Valued at $30 billion, Britain’s biggest defence manufacturer, BAE Systems has entered into a definitive Stock Purchase Agreement to acquire the Ball Aerospace business, which is a subsidiary of Ball Corp, world’s largest manufacturer of beer cans & aluminium packaging material for $5.56bn.
Headquartered in Colorado, Ball Aerospace is a leading provider of spacecraft, mission payloads, optical systems, and antenna systems to customers like the Intelligence Community, US Department of Defense, and civilian space agencies.
This is another big acquisition in the defence space domain, where Ball Aerospace will help BAE Systems to accelerate next-generation solutions across a number of their US businesses like Electronic Warfare and C4ISR; and will add further resilience to the existing franchises in the face of evolving customer needs and emerging technologies.
Charles Woodburn, Chief Executive of BAE Systems, said, “The proposed acquisition of Ball Aerospace is a unique opportunity to add a high quality, fast growing technology focused business with significant capabilities to our core business that is performing strongly and well positioned for sustained growth. It’s rare that a business of this quality, scale and complementary capabilities, with strong growth prospects and a close fit to our strategy, becomes available.”
How will Ball Aerospace strengthen BAE System’s portfolio?
Ball Aerospace is the leading provider of mission critical space systems and defence technologies across air, land and sea domains.

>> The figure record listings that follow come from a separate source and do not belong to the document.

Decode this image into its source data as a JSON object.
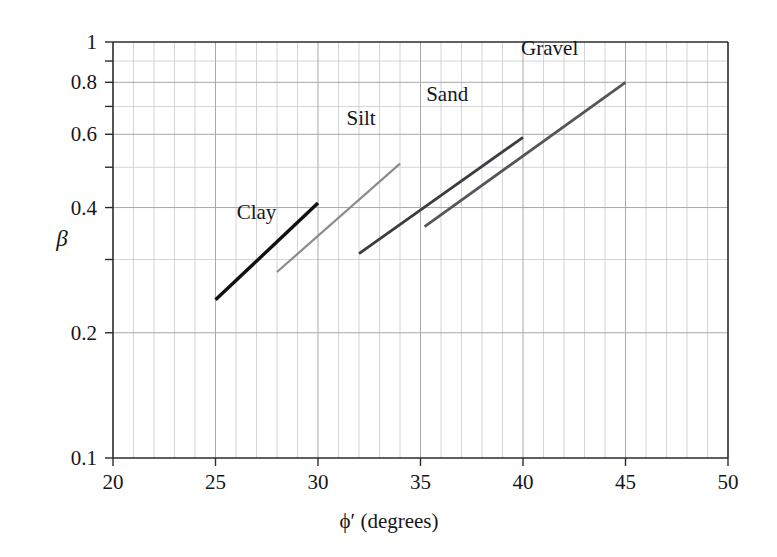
{
  "chart_data": {
    "type": "line",
    "title": "",
    "xlabel": "ϕ′ (degrees)",
    "ylabel": "β",
    "xlim": [
      20,
      50
    ],
    "ylim": [
      0.1,
      1
    ],
    "yscale": "log",
    "xscale": "linear",
    "grid": true,
    "legend": "inline-labels",
    "x_ticks": [
      20,
      25,
      30,
      35,
      40,
      45,
      50
    ],
    "x_tick_labels": [
      "20",
      "25",
      "30",
      "35",
      "40",
      "45",
      "50"
    ],
    "x_minor_step": 1,
    "y_ticks": [
      0.1,
      0.2,
      0.4,
      0.6,
      0.8,
      1
    ],
    "y_tick_labels": [
      "0.1",
      "0.2",
      "0.4",
      "0.6",
      "0.8",
      "1"
    ],
    "y_minor_ticks": [
      0.3,
      0.5,
      0.7,
      0.9
    ],
    "series": [
      {
        "name": "Clay",
        "x": [
          25,
          30
        ],
        "y": [
          0.24,
          0.41
        ],
        "color": "#111114",
        "width": 3.4,
        "label_x": 27.0,
        "label_y": 0.375
      },
      {
        "name": "Silt",
        "x": [
          28,
          34
        ],
        "y": [
          0.28,
          0.51
        ],
        "color": "#8b8b90",
        "width": 2.2,
        "label_x": 32.1,
        "label_y": 0.63
      },
      {
        "name": "Sand",
        "x": [
          32,
          40
        ],
        "y": [
          0.31,
          0.59
        ],
        "color": "#3c3c42",
        "width": 2.8,
        "label_x": 36.3,
        "label_y": 0.72
      },
      {
        "name": "Gravel",
        "x": [
          35.2,
          45
        ],
        "y": [
          0.36,
          0.8
        ],
        "color": "#55555c",
        "width": 2.8,
        "label_x": 41.3,
        "label_y": 0.93
      }
    ]
  },
  "colors": {
    "background": "#ffffff",
    "axis": "#2b2b2e",
    "grid_minor": "#c9c9cc",
    "grid_major": "#a8a8ad",
    "text": "#15161a"
  }
}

With strong growth potential in areas aligned with the US Intelligence Community and Department of Defense’s highest priorities, they bear an attractive positioning and outlook across military and civil space, C4ISR and missile and munition markets.
With highly complementary fit adding material scale of high calibre space, optical and antenna solutions; and Excellent cultural fit with a long and distinguished track record of innovation and product development, they have delivered a substantial investment in world class facilities and capabilities in the last five years to support growth. They have substantially increased their US classified revenues, offerings and embedded customer relationships.
Woodburn added, “The strategic and financial rationale is compelling, as we continue to focus on areas of high priority defence and Intelligence spending, strengthening our world class multi-domain portfolio and enhancing our value compounding model of top line growth, margin expansion and high cash generation.
“We couldn’t be more pleased to have reached this agreement and we look forward to welcoming the employees of Ball Aerospace to BAE Systems as we work together to support our customers and create value for shareholders.”
“Ever since the Ukraine conflict there has been an increasing demand for mission critical space systems and other space assets. Space has traditionally enjoyed high investments from defence sector, but now the momentum is growing even more”, says a geospatial industry observer.
“Bell’s acquisition, which is arguably the biggest in space & defence domain since Maxar was bought by the Boston based Equity Investor Advent International, and then delisted, purportedly to be geared towards Geoint needs, shows the all-time-high demand for space in alignment with defence needs”, he adds
“Ball corps, a world-leading aluminium packaging material firm, divesting its niche and lucrative Aerospace division shows that core portfolio diversification and domain expertise consolidation are not always mutually reinforcing, or two sides of the same coin. The choice can be an either/ or as well depending on contingencies”, says Aditya Chaturvedi, Associate Editor, Geospatial World.
BAE Systems’ other achievements
Recently, BAE Systems’ Fast Labs research and development organisation won a contract of $14 million from the Defense Advanced Research Project Agency (DARPA) for the Massive Cross Correlation (MAX) program. BAE Systems is going to develop technology aimed at enabling the deployment of advanced signal processing and computation on a smaller category of military platforms.
Signal processing is at the heart of critical Department of Defense (DoD) technology such as sensing, imaging, and communications systems. Correlators are a vital tool in comparing, contrasting, and ultimately processing signals. Current digital correlators are large, power-hungry systems that are the size of a briefcase. BAE Systems’ approach to developing analog correlators will maintain or improve performance while reducing the system to the size of a hockey puck.
“Smaller and more efficient systems improve size, weight, power, and costs to allow for full-spectrum signal processing closer to the edge, or onto platforms operating in denied airspace,” said Bryan Choi, Technology Development Director, BAE Systems’ FAST Labs. “This disruptive analog correlator technology can result in enhanced decision making, allow mission-critical technology to be deployed on smaller platforms, and create a new category of systems.”
As part of the program, BAE Systems seeks to deliver a radically more power-efficient analog correlator with high dynamic range and wide bandwidth. It will enable new capabilities including synthetic aperture radar image classification and image formation, automatic target recognition, passive coherent location, and jam-resistant communications in small form factor platforms.